Note too that the tax treatment changed for recent divorces: for divorce or separation agreements executed after December 31, 2018, alimony is no longer deductible by the payer or taxable to the recipient under federal law. Child support has never been tax-deductible or taxable. A tax professional can confirm how this applies to your agreement.

What you can do

  1. Separate the two requests in your mind and your paperwork. Ask for child support and spousal support as distinct items; one does not replace the other.
  2. Look up your state's rules. Find your state child-support guideline (usually online with a calculator) and your state's alimony/spousal-support statute. Alimony is where state differences are largest.
  3. Gather income proof for both spouses. Pay stubs, tax returns, and a budget. Both awards turn on income and need.
  4. Open a case with your state's IV-D child-support agency if you need help establishing or enforcing support — these services exist under federal law and are low-cost.
  5. If your income changes, file a modification immediately. Remember that already-accrued support cannot be reduced retroactively.
  6. Get local advice. Because alimony is so discretionary and state-specific, a consult with a family-law attorney in your state is worth it before you settle.

This article is general legal information, not legal advice; consult a licensed family-law attorney in your state about your specific situation.

Frequently asked questions

Can I get alimony and child support at the same time?

Yes. They are two separate awards. Child support covers your children's needs and follows a state formula; alimony helps a lower-earning spouse and is decided at the judge's discretion. A court can order both in the same divorce, though many states calculate child support first and then consider alimony from the remaining income.

Can I get a divorce without child support?

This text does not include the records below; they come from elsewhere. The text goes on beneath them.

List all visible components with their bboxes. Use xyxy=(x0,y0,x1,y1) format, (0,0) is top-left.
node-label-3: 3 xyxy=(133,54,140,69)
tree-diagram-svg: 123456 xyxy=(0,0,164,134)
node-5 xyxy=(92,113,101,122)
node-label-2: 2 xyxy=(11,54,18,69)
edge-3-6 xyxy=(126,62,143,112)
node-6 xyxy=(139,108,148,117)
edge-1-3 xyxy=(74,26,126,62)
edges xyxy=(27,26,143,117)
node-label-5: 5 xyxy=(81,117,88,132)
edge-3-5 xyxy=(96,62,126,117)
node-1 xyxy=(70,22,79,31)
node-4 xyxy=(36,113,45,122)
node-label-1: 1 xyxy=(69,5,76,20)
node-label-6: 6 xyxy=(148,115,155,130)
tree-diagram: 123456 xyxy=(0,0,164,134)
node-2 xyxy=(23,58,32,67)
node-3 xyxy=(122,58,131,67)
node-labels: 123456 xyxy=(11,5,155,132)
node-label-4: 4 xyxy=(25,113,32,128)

If you have no minor children together, yes — there's nothing to order. If you do have minor children, you generally cannot ignore child support, because the right belongs to the child. A judge must approve any agreement that sets support below the state guideline or at zero, and only if it serves the child's best interest.

Does getting alimony reduce my child support?

It can affect the numbers. In many states alimony counts as income to the person receiving it and reduces the income of the person paying it, which feeds into the child-support calculation. The exact order of operations and how each award affects the other is set by your state's law.

Why is alimony so different from one state to another?

There is no national alimony formula. Each state sets its own rules on whether alimony is available, how it's calculated, and how long it lasts — some use guidelines or duration caps, others leave it almost entirely to the judge. Child support, by contrast, is more standardized because of the federal Title IV-D framework.

If my ex files for bankruptcy, can they avoid paying support?

No. Both child support and most alimony are "domestic support obligations" that cannot be discharged in bankruptcy (11 U.S.C. § 523(a)(5)) and are paid first among unsecured claims (§ 507(a)(1)). Even property-settlement debts from a divorce decree are generally non-dischargeable in Chapter 7.

This article is general legal information, not legal advice, and may not reflect the most current law or the law in your jurisdiction. Laws vary by state and change over time. For advice about your specific situation, consult a licensed attorney.